Texas Ordered to Halt Voter Purge While Judge Weighs Arguments

(Bloomberg) -- Texas must get the approval of a federal judge before removing anyone from official voter registration rolls in a purge that could disenfranchise thousands of naturalized citizens, he ruled.

Calling letters demanding proof of citizenship sent to 98,000 registered Texas voters “ham-handed and threatening,” U.S. District Judge Fred Biery ordered the state not to send any more such communications while he weighs legal arguments.

In a short opinion stating that evidence shows there “is no widespread voter fraud” in Texas to fuel concerns of heavy voting by undocumented immigrants, Biery said the purge appears to be a “solution looking for a problem.”

The campaign was challenged in three lawsuits by a collection of minority activists and voting-rights groups as well as by individual Texans wrongly included on the purge list. The challenges were initially filed in three courts and then consolidated before Biery in San Antonio last week. On Wednesday, he said the state could continue to search for ineligible voters as long as it did so with more sensitivity to Texans’ constitutional rights and didn’t contact anyone on the list.

“Today’s ruling involves a federal district court improperly assuming control over key aspects of the state’s obligation’’ to “maintain the integrity of its voter rolls,” Texas Attorney General Ken Paxton said in a statement, adding that “we are weighing our options.”

The purge was started by Texas Secretary of State David Whitley and supported by Paxton and Gov. Greg Abbott, all Republicans. Voter fraud and voter suppression are incendiary political issues across the U.S., typically dividing Republicans from Democrats who view voter I.D. laws and the like as efforts to disenfranchise minorities. President Donald Trump tweeted last month that the Texas campaign reflected “rampant” fraud “all over the country.”
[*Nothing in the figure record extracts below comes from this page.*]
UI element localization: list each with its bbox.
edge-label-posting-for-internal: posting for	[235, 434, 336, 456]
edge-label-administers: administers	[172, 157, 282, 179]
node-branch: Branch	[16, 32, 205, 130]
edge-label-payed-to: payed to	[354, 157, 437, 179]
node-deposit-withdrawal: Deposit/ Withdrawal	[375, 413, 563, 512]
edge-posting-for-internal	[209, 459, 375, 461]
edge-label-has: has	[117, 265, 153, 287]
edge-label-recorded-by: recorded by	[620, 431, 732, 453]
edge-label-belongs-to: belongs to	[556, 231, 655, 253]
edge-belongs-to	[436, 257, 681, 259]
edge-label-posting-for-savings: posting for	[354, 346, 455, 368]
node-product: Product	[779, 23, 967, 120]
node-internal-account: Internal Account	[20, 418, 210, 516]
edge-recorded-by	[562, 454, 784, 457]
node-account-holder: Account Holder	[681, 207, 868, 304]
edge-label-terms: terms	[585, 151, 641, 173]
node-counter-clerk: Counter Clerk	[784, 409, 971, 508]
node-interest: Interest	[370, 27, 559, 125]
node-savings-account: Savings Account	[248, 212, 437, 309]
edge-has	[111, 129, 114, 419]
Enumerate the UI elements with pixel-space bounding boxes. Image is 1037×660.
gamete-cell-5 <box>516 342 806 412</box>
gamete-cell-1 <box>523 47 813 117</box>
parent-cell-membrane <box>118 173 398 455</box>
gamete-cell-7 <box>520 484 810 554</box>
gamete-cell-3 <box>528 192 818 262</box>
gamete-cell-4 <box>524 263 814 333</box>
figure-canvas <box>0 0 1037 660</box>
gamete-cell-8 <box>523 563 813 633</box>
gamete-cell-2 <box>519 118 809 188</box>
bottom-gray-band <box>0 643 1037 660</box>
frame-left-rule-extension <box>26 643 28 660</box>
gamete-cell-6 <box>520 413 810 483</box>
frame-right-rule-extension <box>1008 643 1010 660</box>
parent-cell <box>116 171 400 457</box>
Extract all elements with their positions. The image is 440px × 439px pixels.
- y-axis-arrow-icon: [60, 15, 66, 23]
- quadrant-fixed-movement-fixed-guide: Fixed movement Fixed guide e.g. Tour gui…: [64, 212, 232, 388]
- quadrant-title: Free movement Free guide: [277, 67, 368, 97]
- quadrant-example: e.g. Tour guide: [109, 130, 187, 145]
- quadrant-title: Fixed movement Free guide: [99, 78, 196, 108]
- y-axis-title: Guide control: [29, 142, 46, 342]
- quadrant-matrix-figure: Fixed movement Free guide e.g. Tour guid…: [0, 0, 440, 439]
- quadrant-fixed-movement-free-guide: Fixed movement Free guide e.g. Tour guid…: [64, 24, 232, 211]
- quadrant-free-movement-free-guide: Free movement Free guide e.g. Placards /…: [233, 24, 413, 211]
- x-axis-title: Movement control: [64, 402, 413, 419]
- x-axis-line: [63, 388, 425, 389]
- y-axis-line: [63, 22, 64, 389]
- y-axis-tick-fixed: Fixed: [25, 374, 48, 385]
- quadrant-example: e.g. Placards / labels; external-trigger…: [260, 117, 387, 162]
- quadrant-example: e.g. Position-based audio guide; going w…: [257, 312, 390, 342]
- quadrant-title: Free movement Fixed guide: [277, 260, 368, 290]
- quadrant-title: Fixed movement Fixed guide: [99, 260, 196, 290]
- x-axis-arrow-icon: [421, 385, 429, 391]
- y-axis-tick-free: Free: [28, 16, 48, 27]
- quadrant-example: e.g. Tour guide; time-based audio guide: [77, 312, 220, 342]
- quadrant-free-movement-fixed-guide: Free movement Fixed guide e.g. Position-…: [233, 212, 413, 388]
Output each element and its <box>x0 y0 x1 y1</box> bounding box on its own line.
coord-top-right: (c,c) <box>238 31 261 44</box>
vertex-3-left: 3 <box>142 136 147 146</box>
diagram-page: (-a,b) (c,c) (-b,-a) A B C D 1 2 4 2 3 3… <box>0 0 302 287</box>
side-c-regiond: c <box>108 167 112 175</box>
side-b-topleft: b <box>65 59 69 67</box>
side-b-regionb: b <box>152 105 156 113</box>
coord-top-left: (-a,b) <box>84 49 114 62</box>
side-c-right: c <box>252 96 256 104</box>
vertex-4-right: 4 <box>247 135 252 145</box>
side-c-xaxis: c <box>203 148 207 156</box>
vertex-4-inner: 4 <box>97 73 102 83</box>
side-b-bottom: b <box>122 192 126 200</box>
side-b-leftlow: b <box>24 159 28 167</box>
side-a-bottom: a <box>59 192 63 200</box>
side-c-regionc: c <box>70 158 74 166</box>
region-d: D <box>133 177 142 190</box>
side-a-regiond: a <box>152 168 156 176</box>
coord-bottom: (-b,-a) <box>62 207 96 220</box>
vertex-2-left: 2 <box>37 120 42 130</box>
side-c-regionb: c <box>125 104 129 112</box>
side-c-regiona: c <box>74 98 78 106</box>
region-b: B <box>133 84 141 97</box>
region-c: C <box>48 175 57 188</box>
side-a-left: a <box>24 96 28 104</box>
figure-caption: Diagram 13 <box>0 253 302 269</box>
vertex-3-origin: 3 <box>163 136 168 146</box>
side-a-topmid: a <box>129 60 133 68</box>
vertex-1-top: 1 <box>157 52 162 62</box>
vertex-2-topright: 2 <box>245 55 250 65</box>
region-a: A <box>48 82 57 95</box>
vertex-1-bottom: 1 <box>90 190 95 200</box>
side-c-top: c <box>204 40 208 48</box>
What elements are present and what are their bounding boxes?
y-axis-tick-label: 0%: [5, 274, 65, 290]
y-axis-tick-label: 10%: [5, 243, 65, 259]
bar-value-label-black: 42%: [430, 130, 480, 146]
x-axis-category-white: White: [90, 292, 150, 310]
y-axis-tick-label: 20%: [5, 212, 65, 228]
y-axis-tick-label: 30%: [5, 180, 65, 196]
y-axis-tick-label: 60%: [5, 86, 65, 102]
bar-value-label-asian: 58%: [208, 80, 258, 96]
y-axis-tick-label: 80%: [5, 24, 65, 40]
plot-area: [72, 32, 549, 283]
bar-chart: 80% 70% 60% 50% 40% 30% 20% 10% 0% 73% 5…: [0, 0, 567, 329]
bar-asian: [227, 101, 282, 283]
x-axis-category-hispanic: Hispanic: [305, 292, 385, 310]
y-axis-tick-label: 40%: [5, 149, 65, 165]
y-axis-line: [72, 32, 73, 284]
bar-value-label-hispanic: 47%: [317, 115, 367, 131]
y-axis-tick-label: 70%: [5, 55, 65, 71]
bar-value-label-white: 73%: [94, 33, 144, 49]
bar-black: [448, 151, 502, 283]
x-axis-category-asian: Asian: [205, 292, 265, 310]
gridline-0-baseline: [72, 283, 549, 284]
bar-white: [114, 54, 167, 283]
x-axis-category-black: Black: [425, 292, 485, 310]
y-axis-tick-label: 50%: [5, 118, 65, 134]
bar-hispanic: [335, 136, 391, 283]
Texas has already admitted that at least 25,000 naturalized citizens were sent the letters in error after a flawed matching process between state driver’s license records and voting registration rolls failed to account for legal immigrants who became citizens in Texas during the past several decades.

The lead case is Texas League of United Latin American Citizens v. Whitley, 5:19-cv-74, U.S. District Court, Western District of Texas (San Antonio).